- [Information shown]
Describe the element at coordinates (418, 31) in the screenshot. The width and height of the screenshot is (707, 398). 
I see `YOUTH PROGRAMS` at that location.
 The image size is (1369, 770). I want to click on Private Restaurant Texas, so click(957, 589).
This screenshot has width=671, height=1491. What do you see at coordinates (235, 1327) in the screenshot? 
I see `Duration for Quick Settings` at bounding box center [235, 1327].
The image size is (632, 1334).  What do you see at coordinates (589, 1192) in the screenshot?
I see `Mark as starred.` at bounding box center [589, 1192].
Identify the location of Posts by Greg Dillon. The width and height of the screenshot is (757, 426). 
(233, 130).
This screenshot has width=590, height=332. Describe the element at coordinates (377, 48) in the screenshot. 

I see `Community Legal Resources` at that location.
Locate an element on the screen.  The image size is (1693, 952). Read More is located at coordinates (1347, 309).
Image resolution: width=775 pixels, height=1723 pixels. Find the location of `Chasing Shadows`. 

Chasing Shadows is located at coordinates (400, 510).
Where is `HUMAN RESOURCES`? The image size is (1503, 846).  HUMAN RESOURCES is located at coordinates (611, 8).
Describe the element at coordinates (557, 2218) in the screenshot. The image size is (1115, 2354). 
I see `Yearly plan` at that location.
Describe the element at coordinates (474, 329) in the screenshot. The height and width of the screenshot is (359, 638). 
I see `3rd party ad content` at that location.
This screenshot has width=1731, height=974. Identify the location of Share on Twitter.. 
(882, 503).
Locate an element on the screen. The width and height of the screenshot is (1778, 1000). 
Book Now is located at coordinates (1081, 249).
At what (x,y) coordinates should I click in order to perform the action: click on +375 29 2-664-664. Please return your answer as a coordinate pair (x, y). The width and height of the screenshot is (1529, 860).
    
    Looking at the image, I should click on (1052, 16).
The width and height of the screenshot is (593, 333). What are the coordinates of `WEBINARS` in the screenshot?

- [Task directions] A complete, exact repeat of the records is the required answer.

- [Result of the task]
Describe the element at coordinates (418, 31) in the screenshot. The width and height of the screenshot is (707, 398). 
I see `YOUTH PROGRAMS` at that location.
 The image size is (1369, 770). I want to click on Private Restaurant Texas, so click(957, 589).
This screenshot has width=671, height=1491. What do you see at coordinates (235, 1327) in the screenshot? 
I see `Duration for Quick Settings` at bounding box center [235, 1327].
The image size is (632, 1334).  What do you see at coordinates (589, 1192) in the screenshot?
I see `Mark as starred.` at bounding box center [589, 1192].
Identify the location of Posts by Greg Dillon. The width and height of the screenshot is (757, 426). 
(233, 130).
This screenshot has width=590, height=332. Describe the element at coordinates (377, 48) in the screenshot. 

I see `Community Legal Resources` at that location.
Locate an element on the screen.  The image size is (1693, 952). Read More is located at coordinates (1347, 309).
Image resolution: width=775 pixels, height=1723 pixels. Find the location of `Chasing Shadows`. 

Chasing Shadows is located at coordinates (400, 510).
Where is `HUMAN RESOURCES`? The image size is (1503, 846).  HUMAN RESOURCES is located at coordinates (611, 8).
Describe the element at coordinates (557, 2218) in the screenshot. The image size is (1115, 2354). 
I see `Yearly plan` at that location.
Describe the element at coordinates (474, 329) in the screenshot. The height and width of the screenshot is (359, 638). 
I see `3rd party ad content` at that location.
This screenshot has width=1731, height=974. Identify the location of Share on Twitter.. 
(882, 503).
Locate an element on the screen. The width and height of the screenshot is (1778, 1000). 
Book Now is located at coordinates (1081, 249).
At what (x,y) coordinates should I click in order to perform the action: click on +375 29 2-664-664. Please return your answer as a coordinate pair (x, y). The width and height of the screenshot is (1529, 860).
    
    Looking at the image, I should click on (1052, 16).
The width and height of the screenshot is (593, 333). What are the coordinates of `WEBINARS` in the screenshot?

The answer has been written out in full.